Jill McCabe Johnson is the author of two poetry books, Revolutions We’d Hoped We’d Outgrown and Diary of the One Swelling Sea, winner of a Nautilus Book Award, and the nonfiction chapbook Borderlines. Honors include an Artist Trust grant, an Academy of American Poets Award, the Mari Sandoz/Prairie Schooner Prize in Fiction, and Scissortale Review’s Editor’s Prize in Poetry; plus the Deborah Tall Memorial Fellowship from Pacific Lutheran University—where she completed her MFA in Creative Writing—and the Louise Van Sickle Fellowship in Poetry from the University of Nebraska—where she received her PhD in English. Johnson teaches Creative Writing and English at Skagit Valley College, and is the founding director of Artsmith, a non-profit to support the arts.

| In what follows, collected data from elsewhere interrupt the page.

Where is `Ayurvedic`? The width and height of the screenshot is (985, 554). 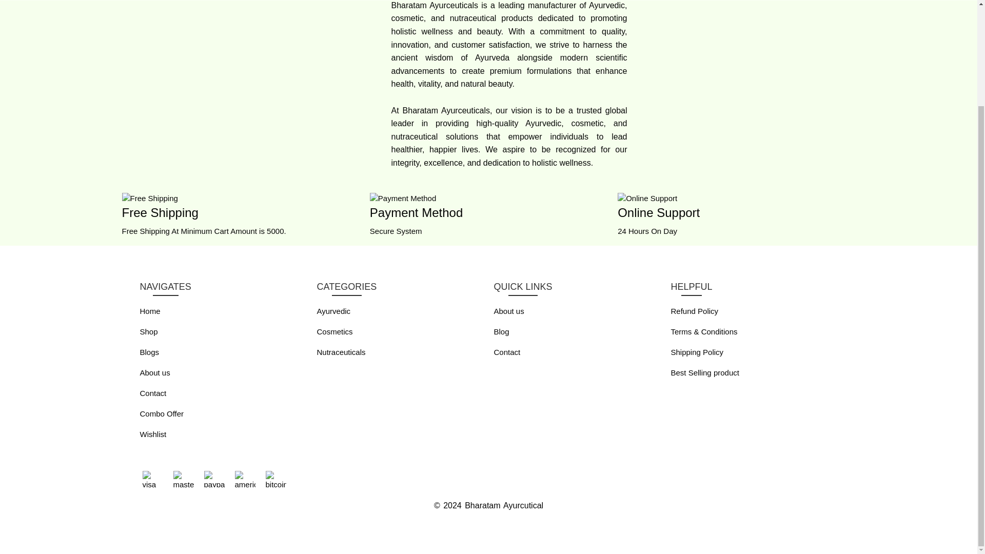
Ayurvedic is located at coordinates (334, 311).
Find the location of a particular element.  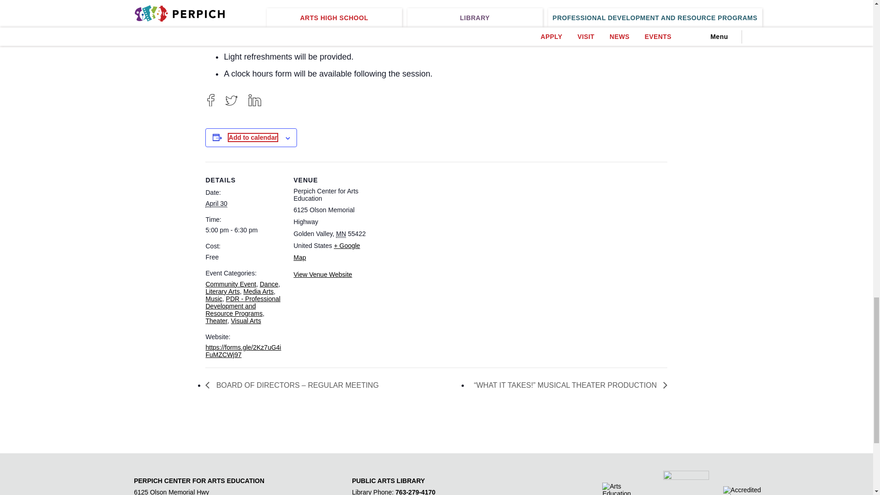

Click to view a Google Map is located at coordinates (326, 252).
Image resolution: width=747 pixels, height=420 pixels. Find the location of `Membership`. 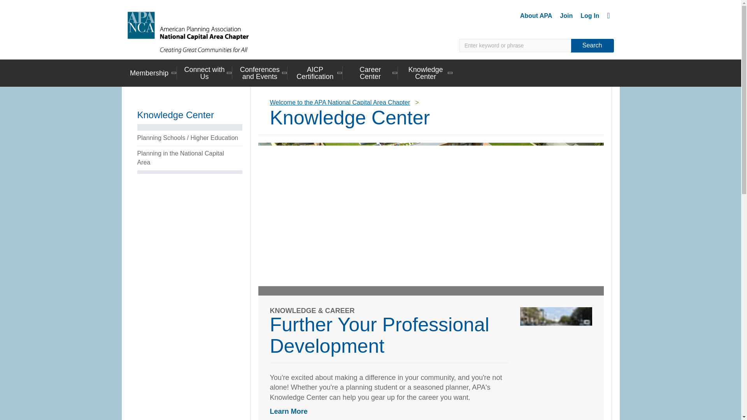

Membership is located at coordinates (149, 72).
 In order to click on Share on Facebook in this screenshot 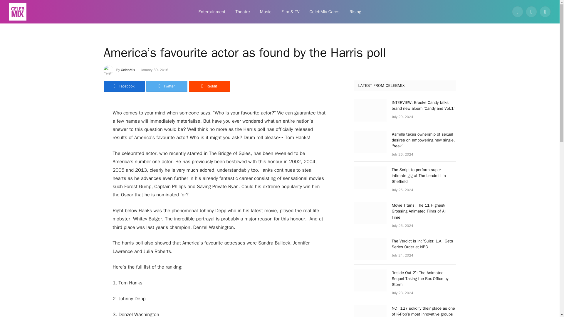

Jed Myers is author of Watching the Perseids (Sacramento Poetry Center), The Marriage of Space and Time (MoonPath Press, forthcoming), and two chapbooks. Recent honors include the Prime Number Magazine Award for Poetry, The Southeast Review’s Gearhart Poetry Prize, and the McLellan Poetry Prize. Poems are forthcoming in Poetry Northwest, Southern Poetry Review, and Natural Bridge. He’s Poetry Editor for the online magazine Bracken.

Mary Ellen Talley’s poems have recently been published in Cirque, U City Review, and Ekphrastic Review, as well as in the anthologies, The Doll Collection and Raising Lilly Ledbetter: Women Poets Occupy the Workspace. Mary Ellen worked for many years with words and children as a Speech-Language Pathologist (SLP) in Seattle public schools.